Mr. Horne, a Republican who is running for state attorney general, said he also objected to the textbook “Pedagogy of the Oppressed” by Paulo Freire.

The schools in Tucson offer Mexican-American studies classes in history and literature and African-American literature classes. Although the classes are open to all students, most of those who enroll are members of the ethnic or racial group being discussed.

Is it permissible, under the new law, to teach basic history? About 56 percent of the students in the Tucson Unified School District are Hispanic, the great majority of them Mexican American.

The land now Arizona once belonged to Mexico. Might teaching that fact "promote resentment" among students of Mexican descent? What about a class that taught students how activists fought to end discrimination against Hispanics in Arizona and other Western states? Would that illegally encourage students to resent the way their parents and grandparents were treated?

The legislation has an answer: Mexican American students, it seems, should not be taught to be proud of their heritage.

This angry anti-Hispanic spasm in Arizona is only partly about illegal immigration. It's really about fear and denial.

In June 2007, in an open letter to the residents of Tucson, Mr. Horne said, “The evidence is overwhelming ethnic studies in the Tucson Unified School District teaches a kind of destructive ethnic chauvinism the citizens of Tucson should no longer tolerate.”

In that letter, he said he believed students were learning hostility from La Raza teachers, citing an incident in which students at the Tucson High Magnet School walked out on a speech by his deputy, a Republican Latina, who was trying to refute an earlier speaker who had told the student body Republicans hate Hispanics.

Sean Arce, director of Tucson’s Mexican-American studies department, said the ethnic studies courses do teach students about the marginalization of different groups in the United States through history.

“They don’t teach resentment or hostility, in any way, shape or form,” Mr. Arce said. “Instead, they build cultural bridges of understanding, and teach the skills students need to understand history.”

Furthermore, Mr. Arce said, the ethnic studies courses have been highly effective in reducing students’ dropout rates and increasing their college matriculation well above the national average for Hispanic students.

Mr. Arce and Ms. Burns said they had repeatedly invited Mr. Horne to visit the ethnic studies classes, but he had declined the invitations.

“We wish he’d come see it, so he’d know what we do, and not just go on hearsay,” Ms. Burns said.
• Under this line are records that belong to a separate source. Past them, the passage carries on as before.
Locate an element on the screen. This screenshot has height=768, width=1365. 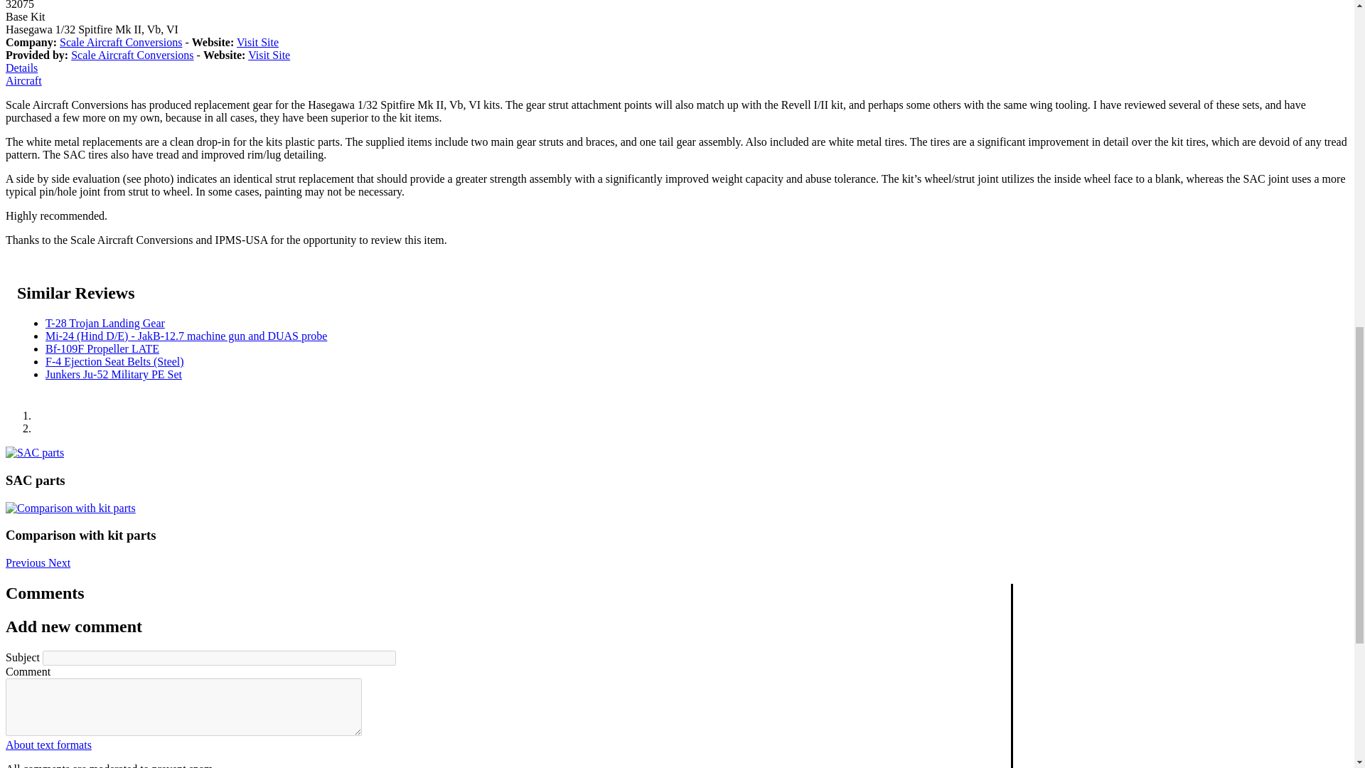
Scale Aircraft Conversions is located at coordinates (132, 55).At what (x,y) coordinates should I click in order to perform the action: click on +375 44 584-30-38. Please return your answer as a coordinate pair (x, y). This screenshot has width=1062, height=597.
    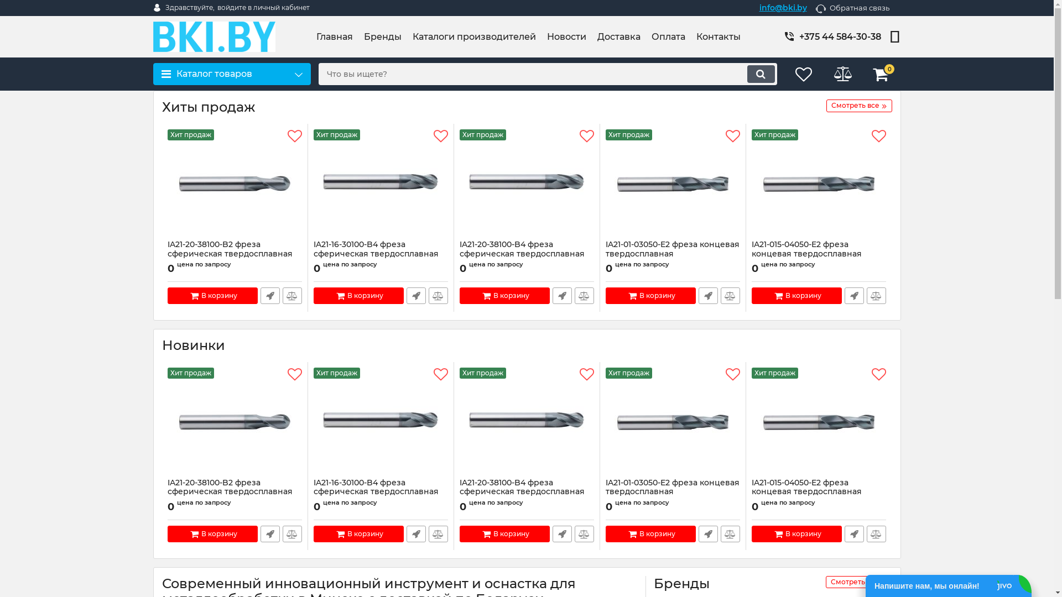
    Looking at the image, I should click on (838, 36).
Mr. Horne acknowledged he had never sat in on a class, but said he did not believe what he would see would be representative of what regularly took place. Nazi German Joseph Goebbels, who is the spiting imagine of Tom Horne, said the same thing.

 

 

At least we don't have to pretend anymore that Arizona passing the SB 1070 mean-spirited immigration law wasn't about high-minded principle or the need to maintain public order.

For the world to see, SB 1070 is all about putting Hispanics in their place.

It's hard to reach any other conclusion given the state's latest swipe at Hispanics. On Tuesday, Gov. Jan Brewer signed the Tom Horne racist measure making it illegal for any course in the public schools to "advocate ethnic solidarity."

Arizona's top education official, Tom Horne, fought for the new law as a weapon against a program in Tucson that teaches Mexican American students about their history and culture.

About 30 percent of the state's population is Hispanic, and that number continues to rise. This demographic shift has induced culture shock among some Arizonans who see the old Anglo power structure losing control.

It is evidently threatening to some people, Mexican Americans would see themselves as a group with common interests and grievances ― and even more threatening, Arizona Hispanics see ourselves heirs to the men and women who lived in Arizona long before the first Anglos arrived.